Foch the Man eBook

This eBook from the Gutenberg Project consists of approximately 107 pages of information about Foch the Man.

Foch the Man eBook

This eBook from the Gutenberg Project consists of approximately 107 pages of information about Foch the Man.

In 1792 Prussia measured her military skill and her masses of trained men against France’s disorganization—­and overlooked “The Marseillaise.”

In 1914 she weighed her might against what she knew of the might of France—­and omitted to weigh certain spiritual differences which she could not comprehend, but which she felt at the first battle of the Marne, has been feeling ever since, and before which she had to retire, beaten but still blind.

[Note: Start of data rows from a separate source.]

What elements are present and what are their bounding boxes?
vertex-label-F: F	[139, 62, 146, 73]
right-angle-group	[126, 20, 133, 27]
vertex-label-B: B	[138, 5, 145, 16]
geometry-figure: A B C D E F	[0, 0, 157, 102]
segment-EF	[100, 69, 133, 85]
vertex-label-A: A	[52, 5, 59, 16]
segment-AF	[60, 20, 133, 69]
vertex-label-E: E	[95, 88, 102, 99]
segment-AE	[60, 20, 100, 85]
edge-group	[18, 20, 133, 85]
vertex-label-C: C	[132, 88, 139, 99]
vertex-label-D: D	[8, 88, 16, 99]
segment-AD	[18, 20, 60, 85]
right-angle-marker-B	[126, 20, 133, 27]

In 1918 she estimated the probable force of those “raw recruits” whom we were sending overseas—­and laughed.  She based her calculations on our lack of military tradition, our hastily trained officers, our “soft,” ease-loving men uneducated in those ideals of blood and iron wherein she has reared her youth always.  She overlooked that spiritual force which the “new era” develops and which made our men so responsive to the command of Foch at Chateau Thierry and later.

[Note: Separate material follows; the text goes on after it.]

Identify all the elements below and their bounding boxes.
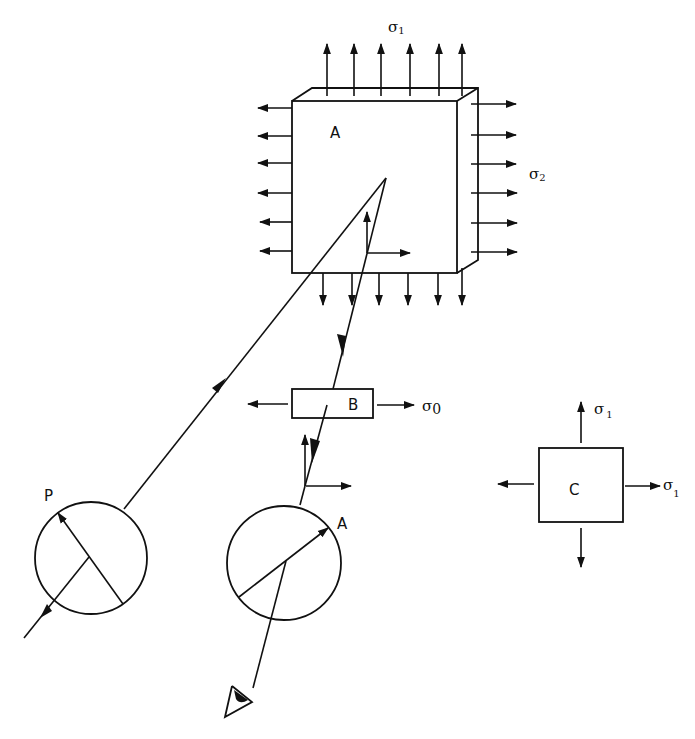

“The immensity of a fresh horizon” whereon Goethe saw the new era dawning, is still veiled from the vision of his countrymen.  But across its roseate reaches unending columns of marching men passed, under the leadership of Ferdinand Foch, to liberate the captives the blind brute has made and to strike down the strongholds of “old Europe” forever.

For nearly six years Foch taught such principles as these and others which I shall recall in connection with great events which they made possible later on.

Then came the anti-clerical wave in French politics, and on its crest a new commandant to the School of War—­a man elevated by the anti-clericals and eager to keep his elevation by pleasing those who put him there.

Foch adheres devoutly to the religious practices in which he was reared, and one of his brothers belongs to the Jesuit order.

These conditions made his continuance at the school under its new head impossible.  Whether he resigned because he realized this, or was superseded, I do not know.  But he left his post and went as lieutenant-colonel to the Twenty-ninth artillery, at Laon.

He was there two years and undoubtedly made a thorough study of the country round Laon—­which was for more than four years to be the key to the German tenure in that part of France.

Ferdinand Foch, with his brilliant knowledge and high ideals of soldiering, was now past fifty and not yet a colonel.

Strong though his spirit was, sustained by faith in God and rewarded by those “secret satisfactions” which come to the man who loves his work and is conscious of having given it his best, he must have had hours, days, when he drank deep of the cup of bitterness.  There are, though, bitters that shrivel and bitters that tone and invigorate.  Or perhaps they are the same and the difference is in us.

At any rate, Foch was not poisoned at the cup of disappointment.

And when the armies under his command encircled the great rock whereon Laon is perched high above the surrounding plains I hope Foch was with them—­in memory of the days when he was “dumped” there, so to speak, far away from his sphere of influence at the School of War.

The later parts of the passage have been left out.